There’s really no other way to say this but bookbinding is truly, truly awesome. The first Designer Bookbinders International Competition was held earlier this year, with bookbinders from all around the world dusting off their block presses and endpapers to enter. The following images are taken from the 117 short-listed entries, which took on the theme of water as their inspiration. For further entries, have a look at this Guardian slideshow.

Bookbinding-alain-taral-f-009 1. Winner: Alain Taral. Binding made out of pear wood covered with Karelian birch veneer. Inspired by the idea that ‘water comes to us from rocks, from mother earth, but also from clouds, sometimes from tears … just a few drops that come together to form streams and lakes’.

Bookbinding-jenni-grey-un-001 2. Runner-up: Jenni Grey. The pages have been divided into two bindings, ‘Water’ and ‘Waterborn’; both featuring machine-embroidered grey Dypion-style fabric and airbrushed endpapers. The sign was inspired by the light and shade created by sun and clouds on the surface of the sea, and echoes the marbling forms in the text.

Bookbinding-christine-sie-011 3. Christine Sieber. Polycarbonate covers varnished with car lacquer using airbrush techniques. Rotating sections of multicoloured airbrushed acetate are articulated within the front and back covers.

Bookbinding-george-kirkpa-013 4. George Kirkpatrick. Bound in calf and various goatskins with palladium tooling, silver rhodium and gilded brass. Inspired by the idea of a drop of water landing on the dried mud and soaking through to the back cover, where dormant seeds spring to life.

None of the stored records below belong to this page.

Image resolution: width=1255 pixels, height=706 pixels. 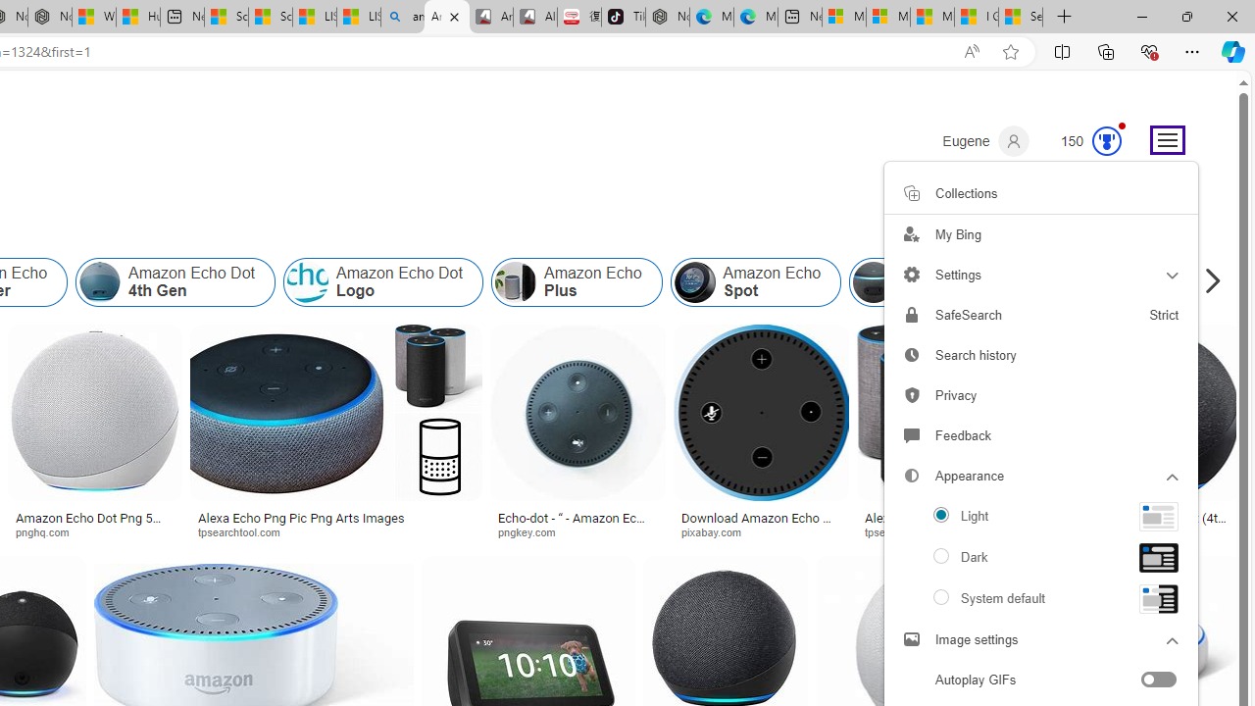 I want to click on Light, so click(x=1042, y=516).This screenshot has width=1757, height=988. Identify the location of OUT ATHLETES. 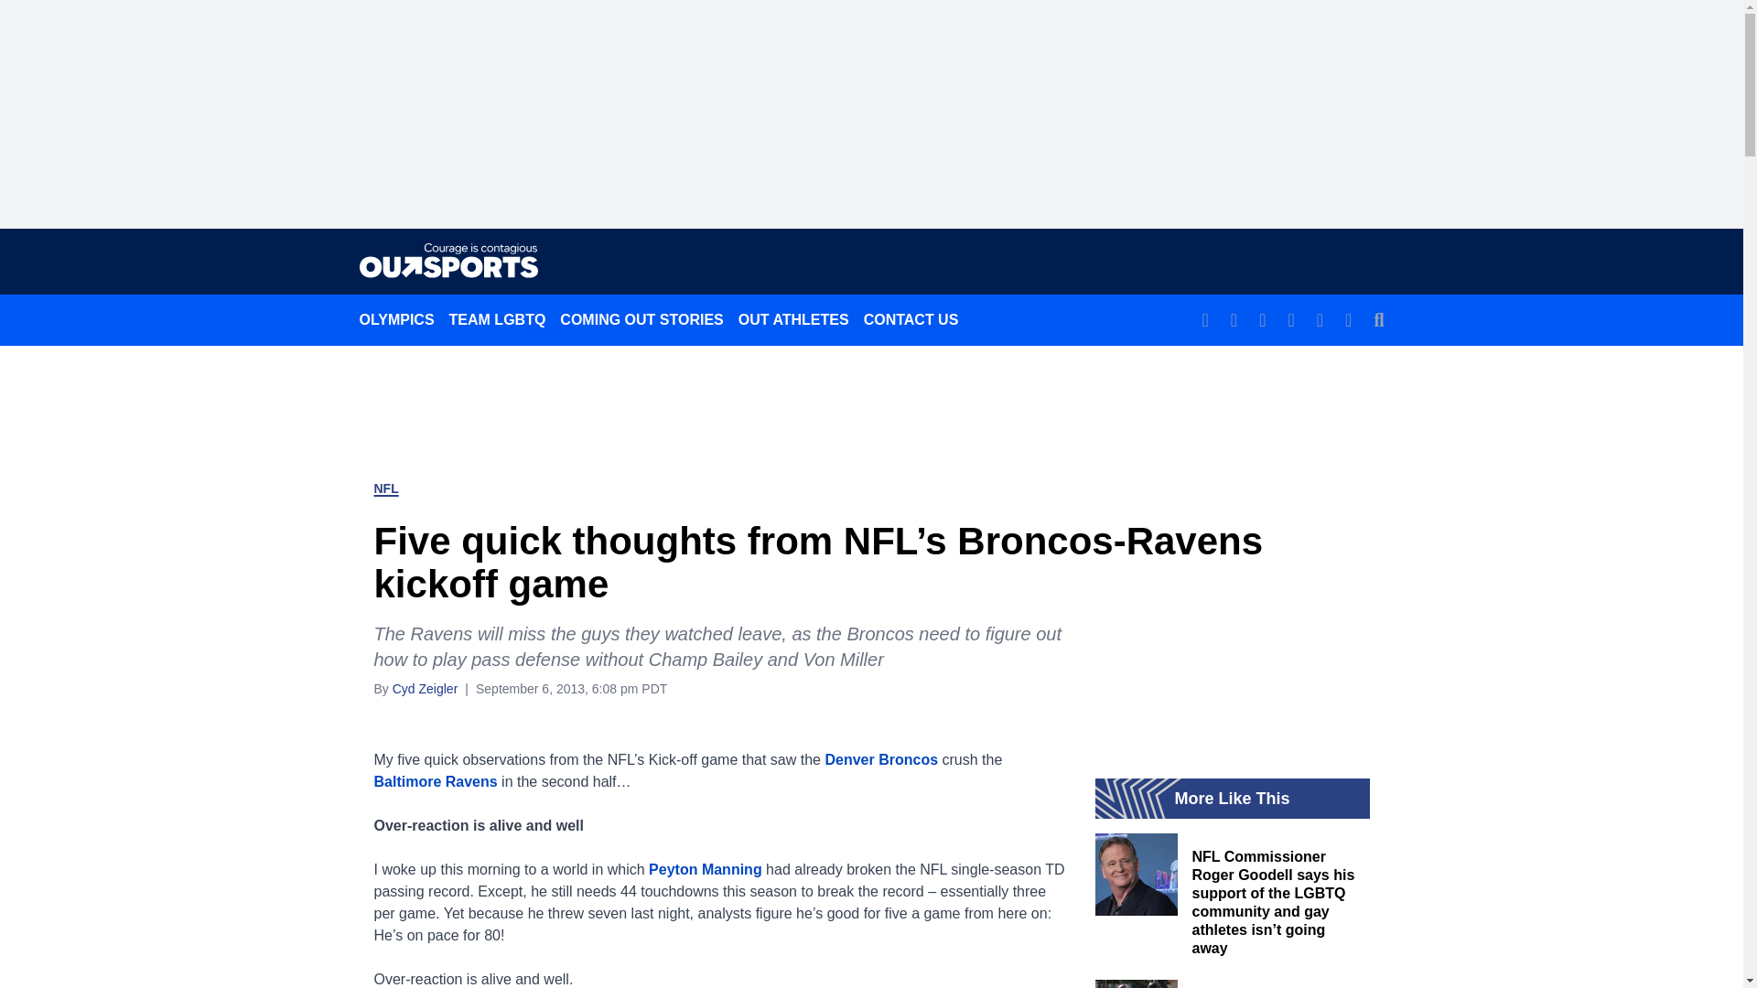
(793, 320).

Bookbinding-yukiko-uchida-008 5. Yukiko Uchida. Brown Japanese paper spine textured with cactus thread. The cream Japanese paper boards with movable magnetic sculptured fish are covered in red boxcalf. The Japanese endpapers are dark blue and the flexible jacket is of varnished wood.


 

Comments

by Sam
22 Jul 09 at 14:27

Eerie - I've just spent the morning at the Melbourne Museum of Printing in Footscray, learning about bookbinding. Well worth a look if you're this interested in bookbinding - it really reveals how much of a craft it is.